Mortgage Daily

Published On: February 14, 2012

The level of late payments on mortgages secured by Arizona and California properties has declined at least 200 basis points over the past year — the best performances of any states. But New Jersey and Vermont put in the worst performance. U.S. delinquency, meanwhile, rose in the final quarter of 2011 and might rise again.

The 60-day delinquency rate was 6.01 percent in the fourth quarter, TransUnion reported Tuesday.

The Chicago-based firm determined the delinquency statistics using a database of 27 million consumer records each with 200 credit variables.

The default rate rose for the second straight quarter from 5.88 percent as of Sept. 30, 2011. But the increase was no surprise; TransUnion predicted in the prior report that delinquency would rise in the fourth quarter, though only to 5.95 percent.

TransUnion Group Vice President of U.S. Housing Tim Martin explained in the latest summary that rising late payments in the fourth quarter had been seasonal prior to the recession.
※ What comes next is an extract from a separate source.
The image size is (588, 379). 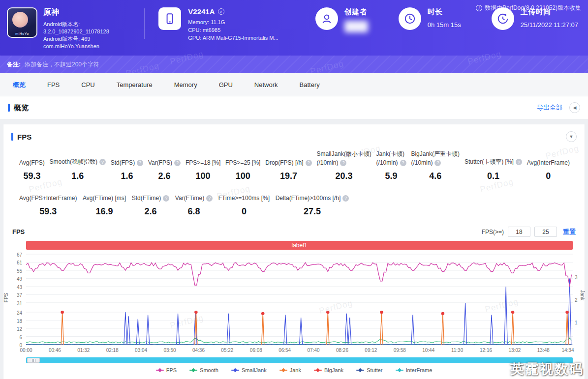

He suggested that borrowers might be trying to balance holiday spending with debt payments.

Martin also pointed to declining home prices and “stubbornly high” unemployment.

“This combination leads to more negative equity in homes and reduced real personal income that can affect borrowers’ ability and willingness to pay their mortgages,” Martin said.

Delinquency fell from 6.41 percent in the fourth-quarter 2010, though Martin explained at that pace “it will take a very long time for mortgage delinquencies to get back to normal.”

While the credit repository expects rates to drift down this year, the rate might rise in one or two quarters. That is a bleaker outlook that three months ago, when TransUnion predicted past-due payments would rise in the first quarter then fall each quarter after that.

Florida’s 14.27 fourth-quarter rate was the highest of any state. But the Sunshine State improved from the third quarter’s 14.08 percent.

No. 2 Nevada also saw delinquency fall, to 12.08 percent from 12.39 percent.

New Jersey’s rate was 8.32 percent as of Dec. 31, 2011, the third-highest of any state. What’s worse is that Garden State delinquency leapt 72 basis points from three months earlier and was 89 BPS higher than a year earlier — the biggest annual increase of all states.

The state with the second-biggest year-over-year rise was Vermont, which climbed 34 BPS to 3.40 percent.

No. 4 Arizona, meanwhile, edged up 4 BPS from the third quarter to 7.50 percent but improved 220 BPS from the fourth-quarter 2010 — the best performance of any state compare to a year previous.

Similarly improved was California, where late payments fell 200 BPS from the end of 2010 to 7.14 percent.

The lowest fourth-quarter delinquency rate could be found in North Dakota: 1.50 percent.

U.S. borrowers saw their average mortgage debt fall to $188,194 from the third quarter’s $190,382. The average was $189,046 in the same quarter a year prior.

At $375,563, Washington, D.C.’s, average mortgage debt was highest, while $114,345 in Arkansas was the lowest.